ABSTRACT

Guglielmo Zucco, or Googi, the Shabbas goy, who was sought by Joey on their wood-stealing expedition, lived in a three-room tenement flat on the Bowery between Stanton and Houston Streets. It was an old, sooty-colored crumbling structure that hung limp between the Grand Hotel, a Bowery flop house (25 cents a room, 15 cents a bed, showers free) and a loft building occupied by a wholesale crockery house and two paper-box manufacturers. Zucco père was a brigand of a Sicilian who, years before, had been separated from his savings by a pair of obliging countrymen who had sold him a money-making machine. They assured him that if he left fifteen ten-dollar bills in the machine (which they sold him for only fifty dollars as a special concession) he would find ten times that amount at the end of a week. Then they sat down and figured out with him that ten times $150 is $1,500 and with that tidy sum he could return to his native village and live out his years in affluence. And while he relaxed, the machine would re-vitalize inself for a second miracle. Zucco wanted to believe and bought the contrivance. To guarantee results they volunteered to insert the money properly for him. Didn’t he give them his savings with his own hands and didn’t he watch them insert the bills with his own eyes? Every night for six days he came home from work and prayed before the mysterious box with its magical arrangement of spools and wires.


### Exercise requirements
Find all lines below containing the string "Anterior" and return them.

### Extracted information

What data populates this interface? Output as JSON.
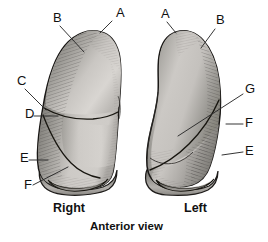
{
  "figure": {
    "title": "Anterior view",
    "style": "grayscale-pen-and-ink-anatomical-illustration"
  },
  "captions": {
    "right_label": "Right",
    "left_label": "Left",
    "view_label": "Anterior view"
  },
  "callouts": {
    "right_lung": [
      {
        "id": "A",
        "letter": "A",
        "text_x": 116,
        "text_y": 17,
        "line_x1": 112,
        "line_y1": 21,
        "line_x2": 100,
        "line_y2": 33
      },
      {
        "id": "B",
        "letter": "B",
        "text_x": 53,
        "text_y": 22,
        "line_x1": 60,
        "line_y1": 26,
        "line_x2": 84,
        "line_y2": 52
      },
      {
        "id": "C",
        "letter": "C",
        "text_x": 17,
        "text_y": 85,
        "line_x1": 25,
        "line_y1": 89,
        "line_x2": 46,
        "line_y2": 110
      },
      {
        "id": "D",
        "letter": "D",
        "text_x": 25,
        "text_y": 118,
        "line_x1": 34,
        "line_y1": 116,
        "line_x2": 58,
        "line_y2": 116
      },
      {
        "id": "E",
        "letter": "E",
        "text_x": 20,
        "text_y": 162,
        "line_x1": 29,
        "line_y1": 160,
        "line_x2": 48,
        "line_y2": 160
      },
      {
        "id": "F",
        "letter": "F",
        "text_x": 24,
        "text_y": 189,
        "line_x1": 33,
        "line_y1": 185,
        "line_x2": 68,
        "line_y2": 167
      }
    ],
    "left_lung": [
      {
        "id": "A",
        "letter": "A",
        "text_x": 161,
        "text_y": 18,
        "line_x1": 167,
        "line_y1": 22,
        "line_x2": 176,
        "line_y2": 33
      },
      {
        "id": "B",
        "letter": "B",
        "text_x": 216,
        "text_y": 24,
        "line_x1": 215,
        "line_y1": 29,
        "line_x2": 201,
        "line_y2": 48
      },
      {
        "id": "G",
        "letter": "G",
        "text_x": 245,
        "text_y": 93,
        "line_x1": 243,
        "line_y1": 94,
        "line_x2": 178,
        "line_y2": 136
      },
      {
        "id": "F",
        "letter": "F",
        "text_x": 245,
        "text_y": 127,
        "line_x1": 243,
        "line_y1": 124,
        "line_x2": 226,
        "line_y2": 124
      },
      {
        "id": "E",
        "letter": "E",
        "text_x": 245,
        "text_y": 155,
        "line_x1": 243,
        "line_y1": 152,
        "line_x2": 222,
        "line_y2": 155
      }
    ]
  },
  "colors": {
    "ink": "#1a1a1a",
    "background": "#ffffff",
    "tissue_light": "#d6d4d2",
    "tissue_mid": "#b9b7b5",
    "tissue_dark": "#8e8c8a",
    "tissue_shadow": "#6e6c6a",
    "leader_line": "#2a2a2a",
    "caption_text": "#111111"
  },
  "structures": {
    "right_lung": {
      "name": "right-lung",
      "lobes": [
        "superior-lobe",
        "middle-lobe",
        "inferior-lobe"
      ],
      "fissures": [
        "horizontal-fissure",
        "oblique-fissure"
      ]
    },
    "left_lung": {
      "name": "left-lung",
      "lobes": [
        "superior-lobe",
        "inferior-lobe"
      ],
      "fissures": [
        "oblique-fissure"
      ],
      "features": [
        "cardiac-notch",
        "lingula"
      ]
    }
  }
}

### Written answer
    "title": "Anterior view",
    "view_label": "Anterior view"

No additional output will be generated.